The squad
One Kernel.
Twenty Plugins. Zero Trust.
Mostly Harmless.
The origin story.
Team Agentica started because someone looked at the chaos of unmanaged AI agents and said "what if we built a control plane that actually controls things?" Revolutionary concept, apparently. The Hitchhiker's Guide to the Galaxy has this to say about AI agent platforms: "Mostly harmless." We're working on getting the entry updated.
The result: a self-hosted, modular automation platform with a Go kernel at the center, a plugin system for everything from GPT to Telegram bots to video generation, and a governance model that treats AI agents as what they are β constrained external operators, not trusted overlords.
Every plugin runs in Docker. Every action is authenticated, authorized, and audited. Every failure is traceable. The architecture is boring on purpose β because boring infrastructure is infrastructure that works at 3am when nobody's watching. We briefly considered running the whole thing through the Total Perspective Vortex, but it kept showing users how insignificant their YAML configs were in the grand scheme of the universe, and the support tickets were unbearable.
The team
The Agents.
The ones doing the actual work.
The Kernel
Supreme Commander
A Go binary that trusts no one. Issues JWTs, enforces RBAC, manages mTLS certificates, and launches Docker containers like a general deploying troops. Small, stable, boring β exactly as designed.
The Plugin Fleet
Expendable Operatives
OpenAI, Gemini, Kimi, OpenRouter, Requesty, Stability, Veo, Seedance, NanoBanana β each running in its own container, each reporting health via heartbeat, each blissfully unaware of the others. Interchangeable and proud of it.
The Bot Squad
Frontline Communications
Telegram, Discord, and WhatsApp bots that relay messages to AI agents through the kernel proxy. They never sleep, never complain, and never ask for a raise. The perfect employees.
How we operate
Operating Principles.
The AI is not the kernel.
AI agents are constrained external operators, not trusted controllers. No component can grant itself additional authority.
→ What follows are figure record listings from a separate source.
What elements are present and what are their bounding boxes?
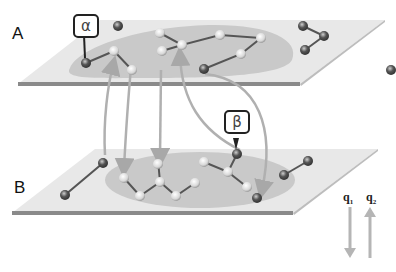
plane-a-label: A: [12, 24, 23, 44]
q2-arrow: [364, 207, 376, 258]
beta-callout: β: [224, 110, 250, 134]
alpha-callout: α: [73, 14, 99, 38]
plane-b-label: B: [14, 178, 25, 198]
q1-arrow: [344, 207, 356, 258]
diagram-canvas: [0, 0, 396, 272]
alpha-pointer: [84, 35, 85, 58]
q1-label: q1: [343, 190, 353, 206]
q2-label: q2: [366, 190, 376, 206]
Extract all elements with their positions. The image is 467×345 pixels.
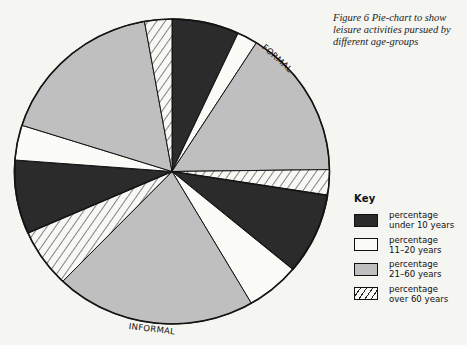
legend-label: percentage 11–20 years: [389, 235, 442, 255]
legend-title: Key: [354, 193, 467, 204]
swatch-white: [354, 238, 378, 251]
swatch-gray: [354, 263, 378, 276]
swatch-hatched: [354, 287, 378, 300]
legend-item-over-60: percentage over 60 years: [354, 282, 467, 307]
legend-label: percentage over 60 years: [389, 284, 448, 304]
legend-item-11-20: percentage 11–20 years: [354, 233, 467, 258]
legend-label: percentage under 10 years: [389, 210, 454, 230]
legend-item-21-60: percentage 21–60 years: [354, 257, 467, 282]
legend-label: percentage 21–60 years: [389, 259, 442, 279]
legend: Key percentage under 10 years percentage…: [354, 193, 467, 306]
figure-caption: Figure 6 Pie-chart to show leisure activ…: [333, 12, 467, 48]
pie-chart: FORMALINFORMAL: [0, 0, 340, 345]
legend-item-under-10: percentage under 10 years: [354, 208, 467, 233]
swatch-dark: [354, 214, 378, 227]
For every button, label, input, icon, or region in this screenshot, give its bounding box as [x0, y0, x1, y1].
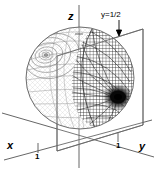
y-axis-tick-label-1: 1 [116, 142, 120, 150]
plane-label-arrow [116, 20, 121, 36]
x-axis-label: x [7, 140, 13, 151]
figure-canvas: z x y 1 1 y=1/2 [0, 0, 156, 169]
z-axis-label: z [68, 11, 74, 22]
cut-plane-label: y=1/2 [101, 11, 121, 19]
y-axis-label: y [139, 141, 145, 152]
plot-svg [0, 0, 156, 169]
x-axis-tick-label-1: 1 [35, 153, 39, 161]
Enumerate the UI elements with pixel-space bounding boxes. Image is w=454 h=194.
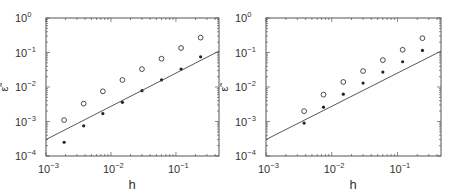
filled-dot-marker	[199, 55, 202, 58]
plot-frame	[46, 18, 219, 156]
open-circle-marker	[159, 56, 164, 61]
left-plot-panel: 10−310−210−110010−110−210−310−4hε̃	[0, 0, 227, 194]
y-tick-label: 100	[235, 10, 251, 24]
y-tick-label: 10−3	[15, 114, 36, 128]
open-circle-marker	[100, 89, 105, 94]
x-axis-label: h	[350, 177, 357, 192]
x-axis-label: h	[129, 177, 136, 192]
filled-dot-marker	[401, 60, 404, 63]
filled-dot-marker	[63, 141, 66, 144]
plot-frame	[266, 18, 441, 156]
filled-dot-marker	[322, 106, 325, 109]
filled-dot-marker	[381, 71, 384, 74]
reference-line	[46, 51, 219, 139]
filled-dot-marker	[361, 81, 364, 84]
y-tick-label: 10−3	[235, 114, 256, 128]
left-plot: 10−310−210−110010−110−210−310−4hε̃	[0, 0, 227, 194]
open-circle-marker	[140, 67, 145, 72]
y-tick-label: 100	[15, 10, 31, 24]
y-tick-label: 10−4	[15, 148, 36, 162]
open-circle-marker	[62, 118, 67, 123]
filled-dot-marker	[342, 93, 345, 96]
y-tick-label: 10−4	[235, 148, 256, 162]
open-circle-marker	[321, 92, 326, 97]
filled-dot-marker	[101, 112, 104, 115]
y-tick-label: 10−1	[15, 45, 36, 59]
open-circle-marker	[120, 78, 125, 83]
open-circle-marker	[179, 46, 184, 51]
x-tick-label: 10−1	[389, 161, 410, 175]
open-circle-marker	[361, 69, 366, 74]
filled-dot-marker	[303, 121, 306, 124]
filled-dot-marker	[82, 124, 85, 127]
reference-line	[266, 51, 441, 139]
x-tick-label: 10−2	[103, 161, 124, 175]
y-axis-label: ε̃	[0, 83, 10, 92]
filled-dot-marker	[421, 49, 424, 52]
y-tick-label: 10−1	[235, 45, 256, 59]
right-plot-panel: 10−310−210−110010−110−210−310−4hε̃	[220, 0, 447, 194]
open-circle-marker	[198, 35, 203, 40]
y-axis-label: ε̃	[220, 83, 230, 92]
x-tick-label: 10−2	[324, 161, 345, 175]
x-tick-label: 10−1	[168, 161, 189, 175]
x-tick-label: 10−3	[38, 161, 59, 175]
open-circle-marker	[81, 101, 86, 106]
right-plot: 10−310−210−110010−110−210−310−4hε̃	[220, 0, 454, 194]
open-circle-marker	[341, 80, 346, 85]
open-circle-marker	[302, 109, 307, 114]
open-circle-marker	[420, 36, 425, 41]
open-circle-marker	[380, 58, 385, 63]
y-tick-label: 10−2	[15, 79, 36, 93]
y-tick-label: 10−2	[235, 79, 256, 93]
open-circle-marker	[400, 47, 405, 52]
x-tick-label: 10−3	[258, 161, 279, 175]
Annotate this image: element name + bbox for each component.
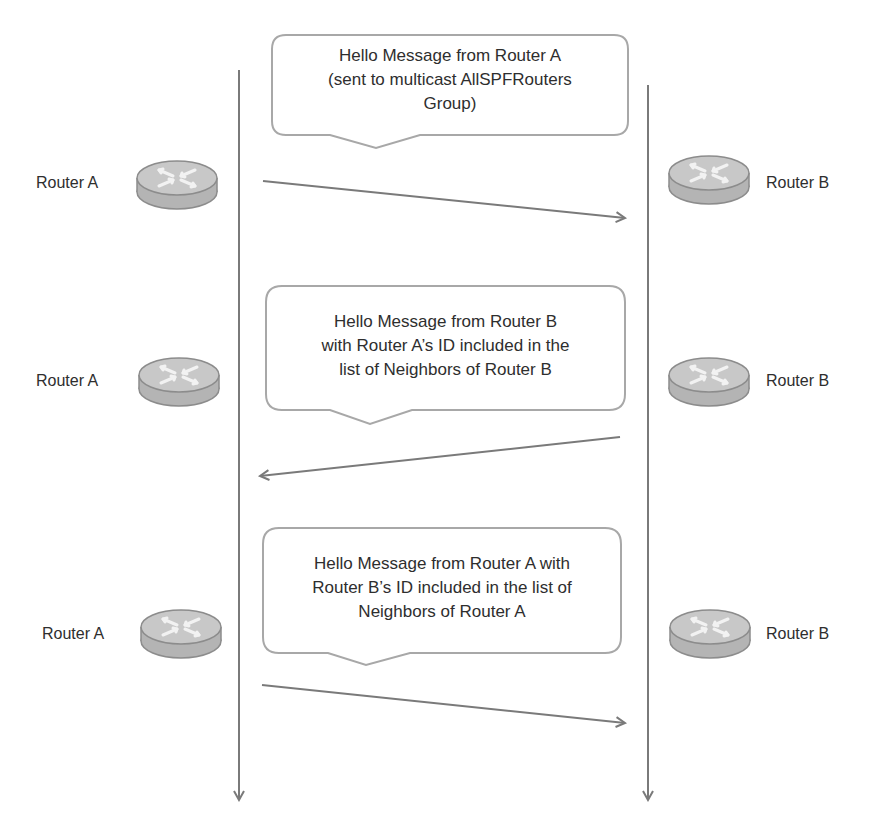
message-arrow-2 (260, 437, 620, 476)
callout-3-text: Hello Message from Router A with Router … (263, 552, 621, 624)
callout-line: Hello Message from Router A with (263, 552, 621, 576)
router-icon (670, 610, 750, 658)
sequence-diagram (0, 0, 884, 840)
router-icon (669, 156, 749, 204)
callout-line: Hello Message from Router A (272, 44, 628, 68)
router-a-label: Router A (36, 372, 98, 390)
callout-line: Group) (272, 92, 628, 116)
callout-1-text: Hello Message from Router A (sent to mul… (272, 44, 628, 116)
router-b-label: Router B (766, 372, 829, 390)
router-a-label: Router A (36, 174, 98, 192)
router-icon (669, 358, 749, 406)
router-icon (139, 358, 219, 406)
router-b-label: Router B (766, 174, 829, 192)
callout-line: (sent to multicast AllSPFRouters (272, 68, 628, 92)
router-b-label: Router B (766, 625, 829, 643)
router-icon (141, 610, 221, 658)
callout-2-text: Hello Message from Router B with Router … (266, 310, 625, 382)
router-a-label: Router A (42, 625, 104, 643)
callout-line: with Router A’s ID included in the (266, 334, 625, 358)
callout-line: Router B’s ID included in the list of (263, 576, 621, 600)
message-arrow-3 (262, 685, 625, 723)
message-arrow-1 (263, 181, 625, 218)
callout-line: list of Neighbors of Router B (266, 358, 625, 382)
callout-line: Neighbors of Router A (263, 600, 621, 624)
callout-line: Hello Message from Router B (266, 310, 625, 334)
router-icon (137, 161, 217, 209)
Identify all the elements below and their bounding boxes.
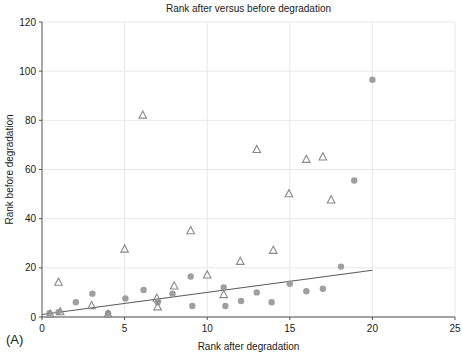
y-tick-label: 40: [25, 213, 37, 224]
chart-title: Rank after versus before degradation: [166, 3, 331, 14]
data-point-circle: [122, 295, 128, 301]
data-point-circle: [222, 303, 228, 309]
data-point-circle: [169, 290, 175, 296]
data-point-circle: [187, 273, 193, 279]
data-point-triangle: [327, 196, 335, 203]
data-point-triangle: [170, 282, 178, 289]
chart-figure: Rank after versus before degradation0204…: [0, 0, 463, 354]
y-axis-ticks: 020406080100120: [19, 17, 42, 323]
panel-label: (A): [6, 332, 23, 347]
data-point-triangle: [303, 155, 311, 162]
data-point-circle: [73, 299, 79, 305]
data-point-triangle: [139, 111, 147, 118]
data-point-triangle: [220, 290, 228, 297]
data-point-triangle: [319, 153, 327, 160]
data-point-triangle: [253, 145, 261, 152]
data-point-triangle: [285, 190, 293, 197]
data-point-triangle: [269, 246, 277, 253]
data-point-circle: [189, 303, 195, 309]
data-point-circle: [238, 298, 244, 304]
x-tick-label: 10: [202, 323, 214, 334]
data-point-circle: [303, 288, 309, 294]
data-point-circle: [89, 290, 95, 296]
y-tick-label: 100: [19, 66, 36, 77]
x-tick-label: 5: [122, 323, 128, 334]
x-tick-label: 20: [367, 323, 379, 334]
x-axis-label: Rank after degradation: [198, 341, 300, 352]
data-point-triangle: [187, 226, 195, 233]
y-tick-label: 80: [25, 115, 37, 126]
y-tick-label: 60: [25, 164, 37, 175]
data-point-triangle: [55, 278, 63, 285]
y-tick-label: 20: [25, 262, 37, 273]
data-point-circle: [351, 177, 357, 183]
x-tick-label: 0: [39, 323, 45, 334]
y-axis-label: Rank before degradation: [4, 114, 15, 224]
y-tick-label: 0: [30, 312, 36, 323]
grid-lines: [42, 22, 455, 317]
data-point-circle: [268, 299, 274, 305]
x-axis-ticks: 0510152025: [39, 317, 461, 334]
data-point-circle: [254, 289, 260, 295]
series-circles: [46, 77, 375, 317]
scatter-plot-svg: Rank after versus before degradation0204…: [0, 0, 463, 354]
x-tick-label: 15: [284, 323, 296, 334]
x-tick-label: 25: [449, 323, 461, 334]
data-point-circle: [320, 286, 326, 292]
data-point-circle: [369, 77, 375, 83]
data-point-circle: [287, 281, 293, 287]
data-point-circle: [338, 263, 344, 269]
y-tick-label: 120: [19, 17, 36, 28]
data-point-triangle: [236, 257, 244, 264]
data-point-circle: [140, 287, 146, 293]
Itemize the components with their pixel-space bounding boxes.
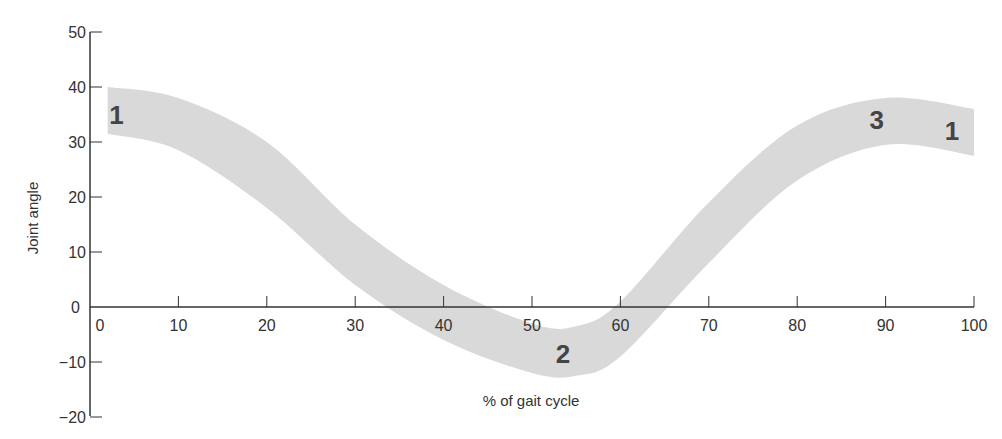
gait-chart: 0102030405060708090100 50403020100−10−20… <box>0 0 1002 439</box>
y-tick-label: 50 <box>68 24 86 41</box>
y-tick-label: 40 <box>68 79 86 96</box>
x-tick-label: 60 <box>612 317 630 334</box>
x-tick-label: 40 <box>435 317 453 334</box>
y-tick-label: 30 <box>68 134 86 151</box>
phase-label: 1 <box>109 100 123 130</box>
x-tick-label: 70 <box>700 317 718 334</box>
phase-label: 2 <box>556 339 570 369</box>
band-area <box>108 87 974 378</box>
x-tick-label: 80 <box>788 317 806 334</box>
x-tick-label: 20 <box>258 317 276 334</box>
phase-label: 1 <box>945 116 959 146</box>
x-tick-label: 50 <box>523 317 541 334</box>
x-tick-label: 90 <box>877 317 895 334</box>
y-tick-label: 0 <box>71 299 80 316</box>
joint-angle-band <box>108 87 974 378</box>
x-tick-label: 0 <box>96 317 105 334</box>
phase-label: 3 <box>870 105 884 135</box>
x-tick-label: 30 <box>346 317 364 334</box>
y-tick-label: 10 <box>68 244 86 261</box>
y-tick-label: 20 <box>68 189 86 206</box>
y-ticks: 50403020100−10−20 <box>59 24 102 426</box>
x-tick-label: 100 <box>961 317 988 334</box>
x-axis-label: % of gait cycle <box>483 392 580 409</box>
y-tick-label: −20 <box>59 409 86 426</box>
y-tick-label: −10 <box>59 354 86 371</box>
y-axis-label: Joint angle <box>24 182 41 255</box>
x-tick-label: 10 <box>170 317 188 334</box>
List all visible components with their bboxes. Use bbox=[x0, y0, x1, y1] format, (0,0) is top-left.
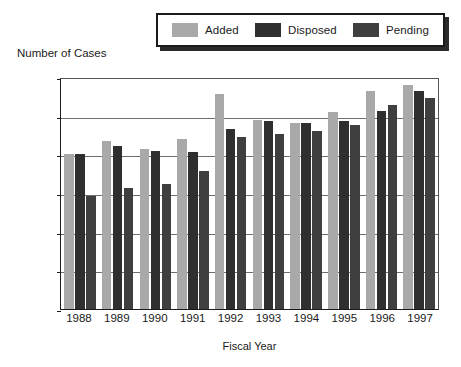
bar-pending-1995 bbox=[350, 125, 360, 309]
legend-swatch-added bbox=[172, 23, 198, 37]
legend-entry-pending: Pending bbox=[353, 23, 429, 37]
bar-added-1988 bbox=[64, 154, 74, 309]
bar-added-1993 bbox=[253, 120, 263, 309]
x-axis-tick-label-1993: 1993 bbox=[250, 312, 288, 324]
bar-disposed-1990 bbox=[151, 151, 161, 309]
bar-pending-1992 bbox=[237, 137, 247, 309]
bar-group-1989 bbox=[99, 79, 137, 309]
bar-disposed-1993 bbox=[264, 121, 274, 309]
legend-label-added: Added bbox=[205, 24, 239, 36]
bar-added-1994 bbox=[290, 123, 300, 309]
bar-group-1997 bbox=[400, 79, 438, 309]
bar-added-1991 bbox=[177, 139, 187, 309]
bar-group-1993 bbox=[250, 79, 288, 309]
bar-group-1988 bbox=[61, 79, 99, 309]
legend-swatch-pending bbox=[353, 23, 379, 37]
bar-pending-1991 bbox=[199, 171, 209, 309]
bar-pending-1988 bbox=[86, 196, 96, 309]
x-axis-title: Fiscal Year bbox=[60, 340, 439, 352]
bar-pending-1994 bbox=[312, 131, 322, 309]
bar-disposed-1996 bbox=[377, 111, 387, 309]
bar-added-1990 bbox=[140, 149, 150, 309]
legend-label-disposed: Disposed bbox=[288, 24, 337, 36]
legend-entry-disposed: Disposed bbox=[255, 23, 337, 37]
bar-group-1994 bbox=[287, 79, 325, 309]
chart-legend: Added Disposed Pending bbox=[156, 13, 445, 47]
bar-disposed-1988 bbox=[75, 154, 85, 309]
x-axis-tick-label-1988: 1988 bbox=[60, 312, 98, 324]
bar-added-1995 bbox=[328, 112, 338, 309]
x-axis-tick-label-1995: 1995 bbox=[325, 312, 363, 324]
bar-disposed-1991 bbox=[188, 152, 198, 309]
bar-group-1991 bbox=[174, 79, 212, 309]
bar-chart-figure: Added Disposed Pending Number of Cases 0… bbox=[0, 0, 461, 367]
x-axis-tick-label-1997: 1997 bbox=[401, 312, 439, 324]
bar-group-1995 bbox=[325, 79, 363, 309]
bar-disposed-1994 bbox=[301, 123, 311, 309]
x-axis-tick-label-1994: 1994 bbox=[287, 312, 325, 324]
bar-pending-1996 bbox=[388, 105, 398, 309]
x-axis-tick-label-1991: 1991 bbox=[174, 312, 212, 324]
bar-group-1996 bbox=[363, 79, 401, 309]
x-axis-tick-label-1996: 1996 bbox=[363, 312, 401, 324]
legend-label-pending: Pending bbox=[386, 24, 429, 36]
x-axis-tick-label-1990: 1990 bbox=[136, 312, 174, 324]
legend-entry-added: Added bbox=[172, 23, 239, 37]
plot-area bbox=[60, 78, 439, 310]
x-axis-tick-label-1992: 1992 bbox=[212, 312, 250, 324]
legend-swatch-disposed bbox=[255, 23, 281, 37]
bar-disposed-1995 bbox=[339, 121, 349, 309]
x-axis-tick-label-1989: 1989 bbox=[98, 312, 136, 324]
bar-added-1989 bbox=[102, 141, 112, 309]
bar-disposed-1992 bbox=[226, 129, 236, 309]
bar-pending-1997 bbox=[425, 98, 435, 309]
bar-added-1992 bbox=[215, 94, 225, 309]
bar-added-1997 bbox=[403, 85, 413, 309]
bar-added-1996 bbox=[366, 91, 376, 309]
bar-groups bbox=[61, 79, 438, 309]
bar-pending-1993 bbox=[275, 134, 285, 309]
bar-pending-1990 bbox=[162, 184, 172, 309]
bar-disposed-1989 bbox=[113, 146, 123, 309]
bar-pending-1989 bbox=[124, 188, 134, 309]
bar-group-1992 bbox=[212, 79, 250, 309]
y-axis-title: Number of Cases bbox=[17, 47, 106, 59]
bar-disposed-1997 bbox=[414, 91, 424, 309]
bar-group-1990 bbox=[136, 79, 174, 309]
x-axis-tick-labels: 1988198919901991199219931994199519961997 bbox=[60, 312, 439, 324]
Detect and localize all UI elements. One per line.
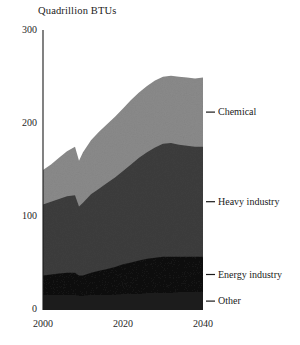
- chart-figure: Quadrillion BTUs 300 200 100 0 2000 2020…: [0, 0, 300, 345]
- series-label-other: Other: [218, 295, 241, 306]
- y-tick-label-0: 0: [4, 303, 37, 314]
- series-label-chemical: Chemical: [218, 106, 256, 117]
- y-tick-label-300: 300: [4, 24, 37, 35]
- x-tick-label-2040: 2040: [183, 318, 223, 329]
- x-tick-label-2020: 2020: [103, 318, 143, 329]
- series-label-energy-industry: Energy industry: [218, 269, 282, 280]
- series-label-heavy-industry: Heavy industry: [218, 196, 279, 207]
- y-tick-label-200: 200: [4, 117, 37, 128]
- chart-title: Quadrillion BTUs: [38, 5, 117, 16]
- stacked-area-chart: [0, 0, 300, 345]
- y-tick-label-100: 100: [4, 210, 37, 221]
- x-tick-label-2000: 2000: [23, 318, 63, 329]
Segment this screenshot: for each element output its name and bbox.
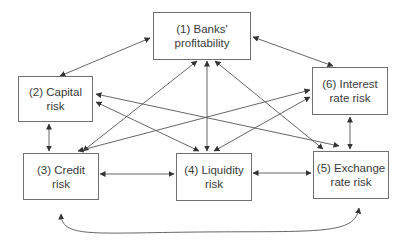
node-label-line1: (5) Exchange — [317, 161, 385, 175]
arrow-1-6 — [253, 37, 333, 66]
node-label-line2: risk — [37, 177, 85, 191]
arrow-2-4 — [96, 102, 199, 151]
node-liquidity-risk: (4) Liquidityrisk — [176, 153, 252, 201]
node-label-line1: (6) Interest — [322, 77, 378, 91]
arrow-3-5-curved — [61, 208, 359, 233]
node-label-line1: (2) Capital — [29, 85, 82, 99]
node-label-line2: risk — [29, 99, 82, 113]
node-label-line2: rate risk — [322, 91, 378, 105]
node-label-line1: (3) Credit — [37, 163, 85, 177]
node-label-line2: rate risk — [317, 175, 385, 189]
node-credit-risk: (3) Creditrisk — [23, 153, 99, 200]
node-label-line2: profitability — [175, 36, 230, 50]
node-exchange-rate-risk: (5) Exchangerate risk — [313, 151, 389, 199]
node-label-line1: (4) Liquidity — [184, 163, 243, 177]
arrow-1-5 — [215, 61, 323, 149]
node-interest-rate-risk: (6) Interestrate risk — [312, 67, 388, 115]
arrow-1-3 — [83, 61, 197, 151]
arrow-4-6 — [214, 97, 310, 151]
node-label-line2: risk — [184, 177, 243, 191]
node-label-line1: (1) Banks' — [175, 22, 230, 36]
arrow-2-5 — [96, 94, 339, 146]
arrow-3-6 — [78, 90, 310, 151]
node-banks-profitability: (1) Banks'profitability — [153, 12, 251, 60]
node-capital-risk: (2) Capitalrisk — [18, 76, 93, 122]
arrow-1-2 — [60, 38, 150, 76]
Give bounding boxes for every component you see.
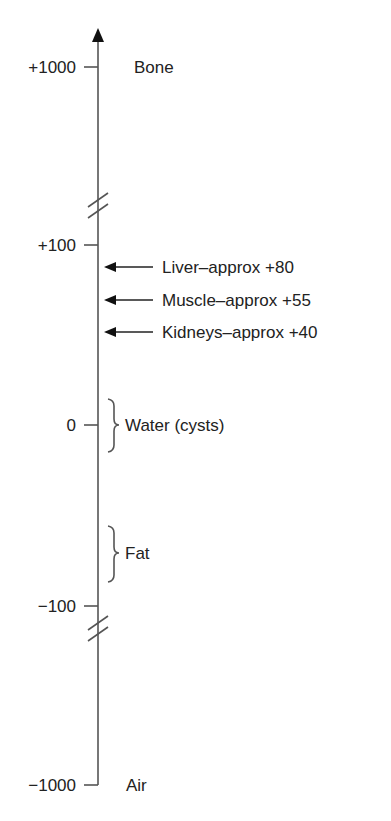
arrow-liver: Liver–approx +80 xyxy=(104,258,294,277)
tick-label-zero: 0 xyxy=(67,416,76,435)
label-fat: Fat xyxy=(125,544,150,563)
brace-fat: Fat xyxy=(108,526,150,582)
arrow-left-icon xyxy=(104,262,116,272)
arrow-left-icon xyxy=(104,295,116,305)
label-liver: Liver–approx +80 xyxy=(162,258,294,277)
arrow-kidneys: Kidneys–approx +40 xyxy=(104,323,317,342)
curly-brace-icon xyxy=(108,526,119,582)
brace-water: Water (cysts) xyxy=(108,399,224,452)
label-muscle: Muscle–approx +55 xyxy=(162,291,311,310)
tick-label-minus-100: −100 xyxy=(38,597,76,616)
tick-label-plus-1000: +1000 xyxy=(28,58,76,77)
arrow-muscle: Muscle–approx +55 xyxy=(104,291,311,310)
curly-brace-icon xyxy=(108,399,119,452)
axis-arrowhead-icon xyxy=(92,28,104,42)
label-air: Air xyxy=(126,776,147,795)
tick-label-minus-1000: −1000 xyxy=(28,776,76,795)
arrow-left-icon xyxy=(104,327,116,337)
tick-label-plus-100: +100 xyxy=(38,236,76,255)
label-water: Water (cysts) xyxy=(125,416,224,435)
label-bone: Bone xyxy=(134,58,174,77)
label-kidneys: Kidneys–approx +40 xyxy=(162,323,317,342)
ct-number-scale-diagram: +1000 +100 0 −100 −1000 Bone Air Liver–a… xyxy=(0,0,391,821)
The kernel decides. The agents comply. This is not a democracy.
All capabilities are plugins.
The core is small and boring on purpose. Every feature β AI chat, image gen, messaging, storage β ships as a versioned plugin in its own Docker container. Install what you need. Ignore what you don't.
Authenticate, authorize, audit. Everything.
JWT tokens with encoded capabilities. mTLS between kernel and plugins. Every action logged to SQLite. If it happened, there's a record. If there's no record, it didn't happen.
Ship it, blame the agents.
Canary routing lets you test v2 plugins on specific users while everyone else stays on v1. When it works, you're a genius. When it doesn't, the audit log knows exactly which agent to fire.
Always know where your towel is.
A towel is about the most massively useful thing an interstellar hitchhiker β or a DevOps engineer β can have. Our platform wraps every agent in a metaphorical towel of observability: logs, metrics, traces. A developer who knows where their towel is, is clearly a developer to be reckoned with.
Join the Mission.
We're always looking for new plugins to deploy and new channels to conquer. If you've got AI agents that need a command structure, the kernel is standing by. Agentica! Slop Yeah!